Beecraigs Country Park is a fantastic development making so much of the countryside readily available for all to see. It is hard to say who will be most impressed: parents or children. There are red deer at the farm and roe deer wild in the forest. You can see the life cycle of trout at the trout farm or partake in a number of outdoor activities. But today we are cyclists. The Visitor Centre is well worth a visit to familiarise yourself with what is available, but especially so if you would like to enjoy the 7 km ATB Trail, which is sited in the south-west of the Park. Collect an instruction leaflet from the Visitor Centre, which will guide you across to Balvormie car park where the ATB Trail commences. There are areas of the Park that are off limits to cyclists, please respect this.

You can of course ride the rest of this route, then do the ATB Trail on the return leg because you pass Balvormie car park, but you'll need a mountain bike, it is a proper off-road course.

Continue downhill from the Visitor Centre past the main car park and entrance to the trout farm, then it is uphill again through an impressive stand of spruce, the road being quite dark at any time. Eventually you clear the trees, crest the hill and there is the relief of freewheeling through open rolling countryside, but it is not quite perfect. Pray for a west wind as you pass North Mains, otherwise the pong off the slurry tank will urge you to a great escape effort!

Cairnpapple Hill-mound Follow the signpost west towards Bathgate at South Mains, then straight on past the Balvormie road to Cairnpapple Hill, which is well marked by the transmission mast. This final climb is verging on the apline with Armco barriers fringing the road. But as you might expect for such an effort, the views are fantastic. It might be worth the extra effort of carrying your bike up the steps and tethering it to a fencepost where you can admire the view, because the temptation to loiter on the summit will be great. Even in winter it is a great place for lunch, if it is not too windy.

Cairnpapple is a monument of national importance. It was the site of a primitive temple as long ago as 2500-2000 BC, and it is thought that the large holes which are arranged in an irregular arc may have been sockets for ritual cremations. Fragments of human bone and a food vessel have been found, but it is thought that by the Early Bronze Age, 1650-1500 BC, the interest shifted to the funerary aspect, and later graves tend to confirm this.

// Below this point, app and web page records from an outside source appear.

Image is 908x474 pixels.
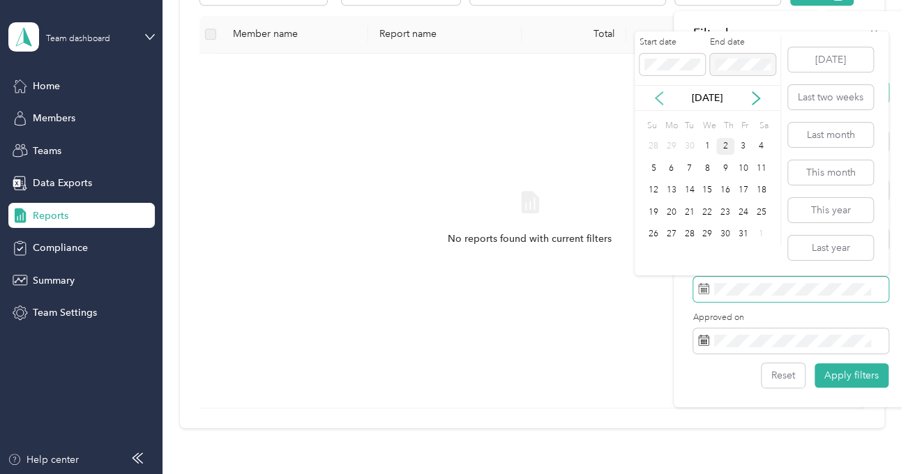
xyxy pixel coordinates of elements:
[693,312,888,324] label: Approved on
[448,231,612,247] span: No reports found with current filters
[734,226,752,243] div: 31
[533,28,615,40] div: Total
[681,226,699,243] div: 28
[698,182,716,199] div: 15
[788,160,873,185] button: This month
[681,138,699,155] div: 30
[710,36,775,49] label: End date
[33,305,97,320] span: Team Settings
[33,79,60,93] span: Home
[738,116,752,135] div: Fr
[662,138,681,155] div: 29
[662,116,678,135] div: Mo
[716,160,734,177] div: 9
[233,28,357,40] div: Member name
[222,15,368,54] th: Member name
[830,396,908,474] iframe: Everlance-gr Chat Button Frame
[644,182,662,199] div: 12
[681,204,699,221] div: 21
[734,160,752,177] div: 10
[788,123,873,147] button: Last month
[734,138,752,155] div: 3
[752,226,770,243] div: 1
[752,138,770,155] div: 4
[33,273,75,288] span: Summary
[644,204,662,221] div: 19
[644,138,662,155] div: 28
[698,226,716,243] div: 29
[788,47,873,72] button: [DATE]
[8,453,79,467] button: Help center
[681,182,699,199] div: 14
[752,182,770,199] div: 18
[46,35,110,43] div: Team dashboard
[33,111,75,126] span: Members
[662,182,681,199] div: 13
[761,363,805,388] button: Reset
[788,85,873,109] button: Last two weeks
[662,204,681,221] div: 20
[752,160,770,177] div: 11
[678,91,736,105] p: [DATE]
[734,204,752,221] div: 24
[698,160,716,177] div: 8
[716,182,734,199] div: 16
[788,198,873,222] button: This year
[698,204,716,221] div: 22
[698,138,716,155] div: 1
[33,241,88,255] span: Compliance
[700,116,716,135] div: We
[644,226,662,243] div: 26
[721,116,734,135] div: Th
[757,116,770,135] div: Sa
[752,204,770,221] div: 25
[644,116,658,135] div: Su
[33,176,92,190] span: Data Exports
[637,28,720,40] div: Miles
[639,36,705,49] label: Start date
[662,226,681,243] div: 27
[716,226,734,243] div: 30
[662,160,681,177] div: 6
[693,24,739,42] strong: title
[368,15,522,54] th: Report name
[716,204,734,221] div: 23
[681,160,699,177] div: 7
[33,208,68,223] span: Reports
[734,182,752,199] div: 17
[716,138,734,155] div: 2
[644,160,662,177] div: 5
[33,144,61,158] span: Teams
[814,363,888,388] button: Apply filters
[788,236,873,260] button: Last year
[682,116,695,135] div: Tu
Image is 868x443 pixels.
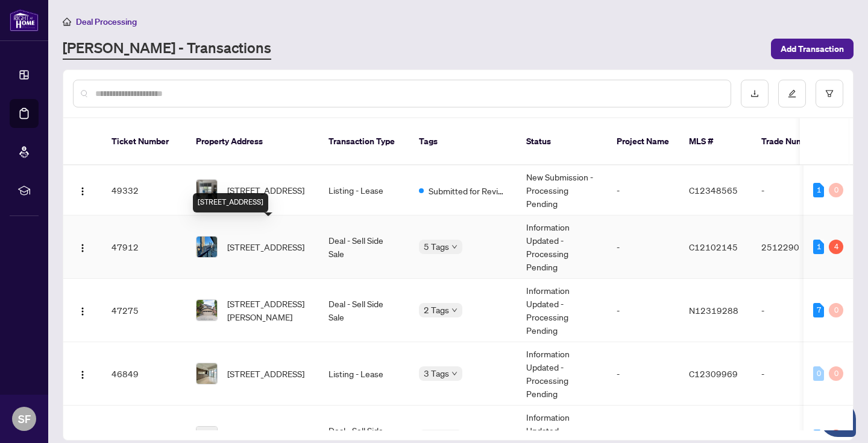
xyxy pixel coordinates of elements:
[73,363,92,383] button: Logo
[752,118,836,165] th: Trade Number
[741,80,769,108] button: download
[781,39,844,58] span: Add Transaction
[78,370,87,379] img: Logo
[228,366,304,380] span: [STREET_ADDRESS]
[319,165,409,215] td: Listing - Lease
[102,165,186,215] td: 49332
[197,180,217,200] img: thumbnail-img
[451,370,458,377] span: down
[78,243,87,253] img: Logo
[228,240,304,253] span: [STREET_ADDRESS]
[689,241,738,252] span: C12102145
[228,184,304,197] span: [STREET_ADDRESS]
[517,215,607,278] td: Information Updated - Processing Pending
[193,193,268,213] div: [STREET_ADDRESS]
[813,366,824,380] div: 0
[197,236,217,257] img: thumbnail-img
[829,240,844,254] div: 4
[771,38,854,59] button: Add Transaction
[73,301,92,319] button: Logo
[829,366,844,380] div: 0
[319,118,409,165] th: Transaction Type
[813,303,824,317] div: 7
[424,366,449,380] span: 3 Tags
[517,165,607,215] td: New Submission - Processing Pending
[319,278,409,342] td: Deal - Sell Side Sale
[429,184,507,198] span: Submitted for Review
[424,303,449,317] span: 2 Tags
[752,215,836,278] td: 2512290
[787,89,796,97] span: edit
[607,118,680,165] th: Project Name
[607,342,680,406] td: -
[9,9,38,31] img: logo
[73,237,92,257] button: Logo
[228,297,309,323] span: [STREET_ADDRESS][PERSON_NAME]
[197,300,217,320] img: thumbnail-img
[829,183,844,198] div: 0
[18,410,31,427] span: SF
[186,118,319,165] th: Property Address
[816,80,844,108] button: filter
[197,363,217,383] img: thumbnail-img
[829,303,844,317] div: 0
[689,304,739,316] span: N12319288
[607,215,680,278] td: -
[76,16,137,27] span: Deal Processing
[750,89,758,97] span: download
[607,278,680,342] td: -
[517,342,607,406] td: Information Updated - Processing Pending
[689,368,738,378] span: C12309969
[319,215,409,278] td: Deal - Sell Side Sale
[102,342,186,406] td: 46849
[63,38,272,60] a: [PERSON_NAME] - Transactions
[752,342,836,406] td: -
[102,118,186,165] th: Ticket Number
[813,183,824,198] div: 1
[451,307,458,313] span: down
[689,185,738,196] span: C12348565
[825,89,833,97] span: filter
[73,180,92,199] button: Logo
[319,342,409,406] td: Listing - Lease
[78,306,87,316] img: Logo
[102,215,186,278] td: 47912
[680,118,752,165] th: MLS #
[451,244,458,250] span: down
[752,165,836,215] td: -
[102,278,186,342] td: 47275
[752,278,836,342] td: -
[424,240,449,253] span: 5 Tags
[517,118,607,165] th: Status
[78,186,87,196] img: Logo
[813,240,824,254] div: 1
[63,18,71,26] span: home
[607,165,680,215] td: -
[778,80,806,108] button: edit
[409,118,517,165] th: Tags
[517,278,607,342] td: Information Updated - Processing Pending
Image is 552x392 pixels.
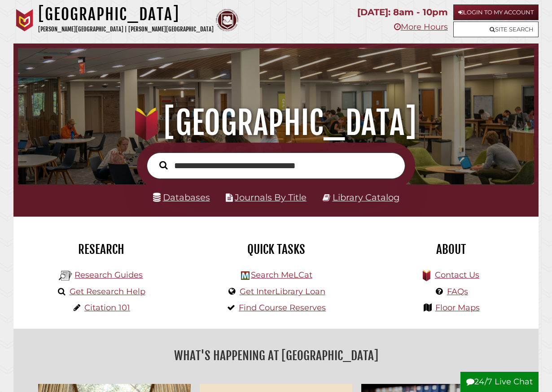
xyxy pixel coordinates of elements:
[74,270,143,280] a: Research Guides
[435,270,480,280] a: Contact Us
[38,24,213,35] p: [PERSON_NAME][GEOGRAPHIC_DATA] | [PERSON_NAME][GEOGRAPHIC_DATA]
[20,242,182,257] h2: Research
[155,159,172,172] button: Search
[447,287,468,297] a: FAQs
[84,303,130,312] a: Citation 101
[70,287,146,297] a: Get Research Help
[216,9,238,31] img: Calvin Theological Seminary
[153,192,210,203] a: Databases
[38,5,213,24] h1: [GEOGRAPHIC_DATA]
[195,242,357,257] h2: Quick Tasks
[251,270,313,280] a: Search MeLCat
[235,192,307,203] a: Journals By Title
[241,271,249,280] img: Hekman Library Logo
[453,22,538,37] a: Site Search
[394,22,448,32] a: More Hours
[358,5,448,20] p: [DATE]: 8am - 10pm
[239,303,326,312] a: Find Course Reserves
[14,9,36,31] img: Calvin University
[371,242,532,257] h2: About
[20,346,532,366] h2: What's Happening at [GEOGRAPHIC_DATA]
[239,287,326,297] a: Get InterLibrary Loan
[159,161,168,170] i: Search
[435,303,480,312] a: Floor Maps
[333,192,399,203] a: Library Catalog
[453,5,538,20] a: Login to My Account
[59,269,72,282] img: Hekman Library Logo
[26,103,526,143] h1: [GEOGRAPHIC_DATA]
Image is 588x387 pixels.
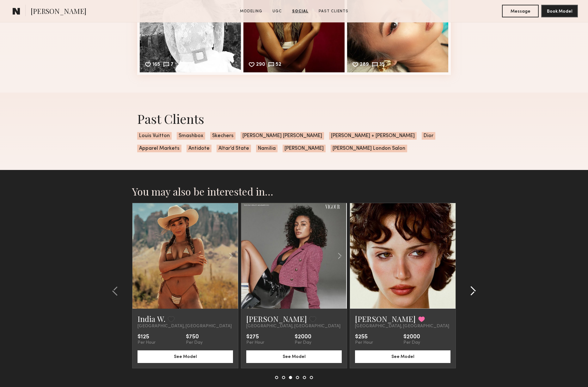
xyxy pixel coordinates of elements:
[152,63,161,68] div: 165
[355,340,373,345] div: Per Hour
[186,340,202,345] div: Per Day
[294,334,312,340] div: $2000
[238,8,265,14] a: Modeling
[138,340,156,345] div: Per Hour
[171,63,174,68] div: 7
[380,63,385,68] div: 35
[503,5,539,18] button: Message
[331,145,407,152] span: [PERSON_NAME] London Salon
[176,132,205,140] span: Smashbox
[404,334,421,340] div: $2000
[241,132,325,140] span: [PERSON_NAME] [PERSON_NAME]
[247,324,340,329] span: [GEOGRAPHIC_DATA], [GEOGRAPHIC_DATA]
[247,350,342,364] button: See Model
[404,340,421,345] div: Per Day
[187,145,212,152] span: Antidote
[211,132,236,140] span: Skechers
[138,350,233,364] button: See Model
[247,354,342,359] a: See Model
[542,8,578,13] a: Book Model
[256,145,278,152] span: Namilia
[138,354,233,359] a: See Model
[355,334,373,340] div: $255
[217,145,251,152] span: Altar’d State
[270,8,284,14] a: UGC
[355,354,451,359] a: See Model
[289,8,311,14] a: Social
[355,314,416,324] a: [PERSON_NAME]
[422,132,436,140] span: Dior
[542,5,578,18] button: Book Model
[330,132,417,140] span: [PERSON_NAME] + [PERSON_NAME]
[138,314,166,324] a: India W.
[132,186,456,198] h2: You may also be interested in…
[294,340,312,345] div: Per Day
[138,324,232,329] span: [GEOGRAPHIC_DATA], [GEOGRAPHIC_DATA]
[138,334,156,340] div: $125
[247,340,264,345] div: Per Hour
[276,63,282,68] div: 52
[137,132,171,140] span: Louis Vuitton
[256,63,265,68] div: 290
[137,145,182,152] span: Apparel Markets
[355,324,449,329] span: [GEOGRAPHIC_DATA], [GEOGRAPHIC_DATA]
[137,110,451,127] div: Past Clients
[316,8,351,14] a: Past Clients
[360,63,369,68] div: 289
[186,334,202,340] div: $750
[247,334,264,340] div: $275
[355,350,451,364] button: See Model
[247,314,307,324] a: [PERSON_NAME]
[31,7,86,18] span: [PERSON_NAME]
[283,145,326,152] span: [PERSON_NAME]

On a clear day the view is fantastic. The flame stacks of Grangemouth are near neighbours; the Forth Bridges seem quite close; and you can see all the way from the Isle of Arran in the west to the Bass Rock in the east with several Highland giants in between. This is a place to loiter.

Winter beeches on Cairnpapple hill
Retrace to the Balvormie turn, even diving through the short cut if you've got knobbly tyres, then down an avenue fringed with deciduous beeches, which provide an interesting contrast to the mass of conifers, and back towards Linlithgow in a reasonably straight line. The mariners among you will be interested to pass the Racal Systems site as you enter the town, then it really is downhill all the way to the Black Bitch junction, and around to the car park. Not an easy day, but one of the best.